Remote blood pressure support for postpartum high blood pressure

Effect of a technology-based collaborative care model on persistent hypertension and preventive careattendance among postpartum people with hypertensive disorders of pregnancy

NIH-funded research Women and Infants Hospital-Rhode Island · NIH-11164672

This project uses a smartphone app, a home blood pressure monitor, and a remote care team to help people who had high blood pressure during pregnancy track and manage their blood pressure after delivery.

Quick facts

Grant typeR01 grant
Study typeNIH-funded research
Funding institutionWomen and Infants Hospital-Rhode Island NIH-funded
Lab location1 site (Providence, United States)
Project IDNIH-11164672 on NIH RePORTER

What this research studies

You would be given a home blood pressure cuff that connects to a phone app so your care team can see your readings and message you. The program pairs that technology with a collaborative care team (nurses and care managers) who help people with hypertensive disorders of pregnancy after they leave the hospital. The Rhode Island-wide RI‑SPHERES program will be compared to the current postpartum monitoring used at Women & Infants Hospital to see which approach better supports blood pressure control and follow-up care. The study will follow blood pressure readings, attendance at preventive visits, and health outcomes over the first year after delivery.

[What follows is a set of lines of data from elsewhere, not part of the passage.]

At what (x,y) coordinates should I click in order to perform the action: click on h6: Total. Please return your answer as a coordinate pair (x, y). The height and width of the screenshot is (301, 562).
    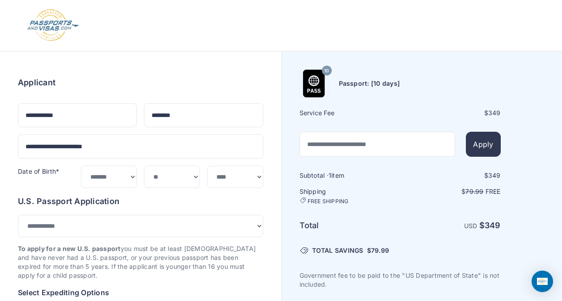
    Looking at the image, I should click on (349, 226).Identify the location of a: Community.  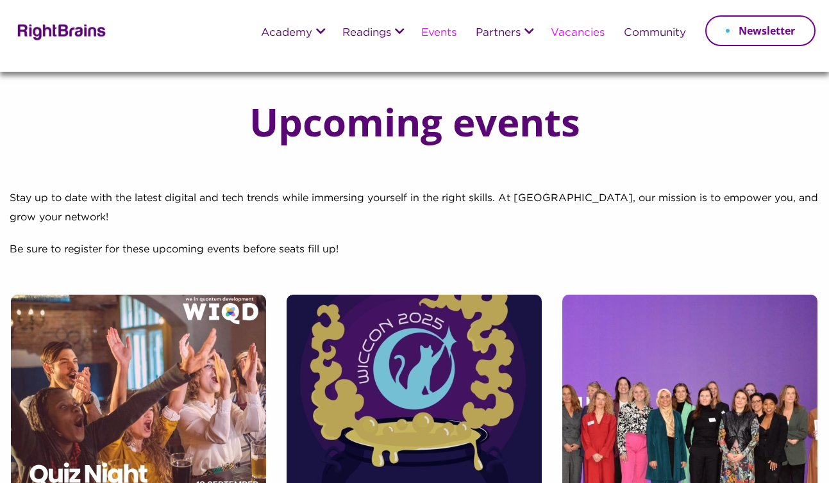
(654, 33).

Who could benefit from this research

Good fit: Ideal candidates are people who developed high blood pressure during pregnancy (for example gestational hypertension or preeclampsia) who are in the postpartum period and can use a smartphone or accept a provided monitoring device.

Not a fit: People without a history of hypertensive disorders of pregnancy, those who need immediate inpatient care for severe hypertension, or those unable to use (or access) the required smartphone technology may not benefit from this program.

Why it matters

Potential benefit: If successful, this could reduce short- and long-term complications from high blood pressure after pregnancy by improving home monitoring and connection to timely care.

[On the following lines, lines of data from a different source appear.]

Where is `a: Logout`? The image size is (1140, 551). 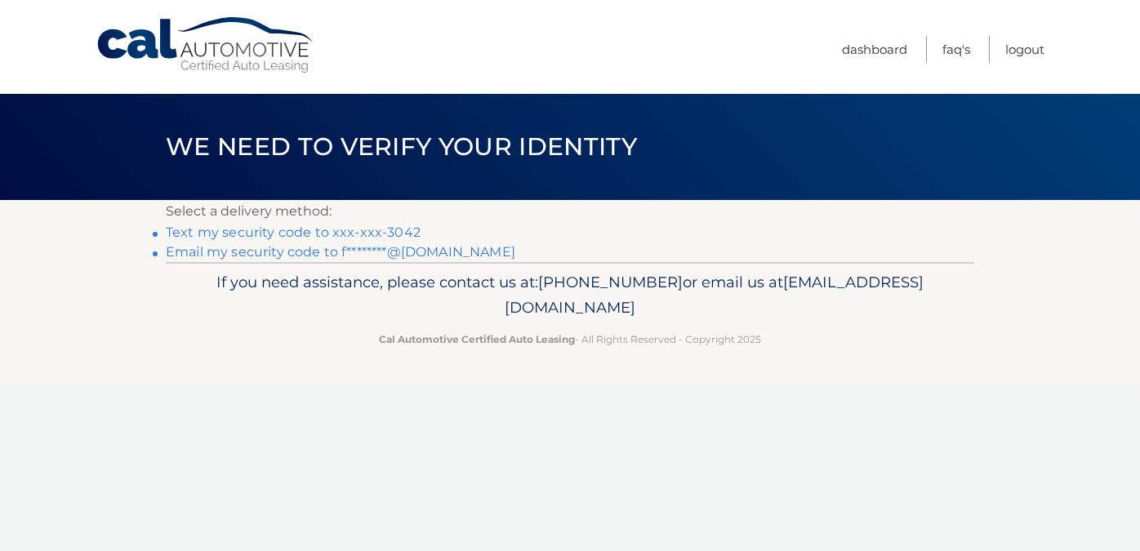 a: Logout is located at coordinates (1025, 49).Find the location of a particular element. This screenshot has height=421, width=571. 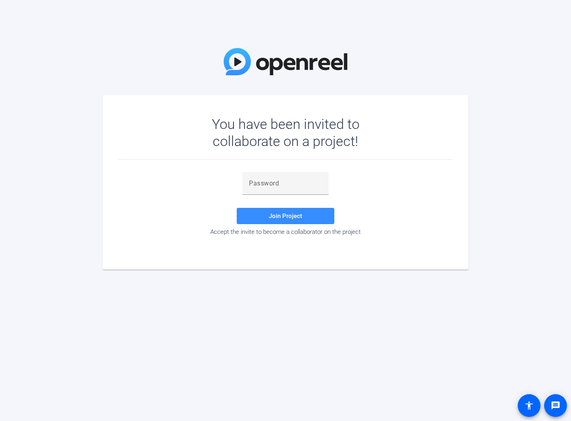

mat-icon: message is located at coordinates (555, 405).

How similar studies have performed: Remote self-measured blood pressure programs have improved monitoring and follow-up but have not yet clearly reduced maternal mortality or long-term clinical outcomes, so this builds on promising but still unproven methods.

Where this research is happening

Providence, United States

Researchers

About this research

  1. This is an active NIH-funded research project — typically early-stage science, not a clinical trial accepting patient enrollment.
  2. Some NIH-funded labs run parallel clinical studies or seek volunteers for related work. To check, contact the principal investigator or institution listed above.
  3. For full project details, budget, and progress reports, visit the official NIH RePORTER page below.
Last reviewed 2026-06-13 by the Find a Trial editorial team. Information on this page is for educational purposes and is not medical advice. Always consult qualified healthcare professionals about clinical trial participation.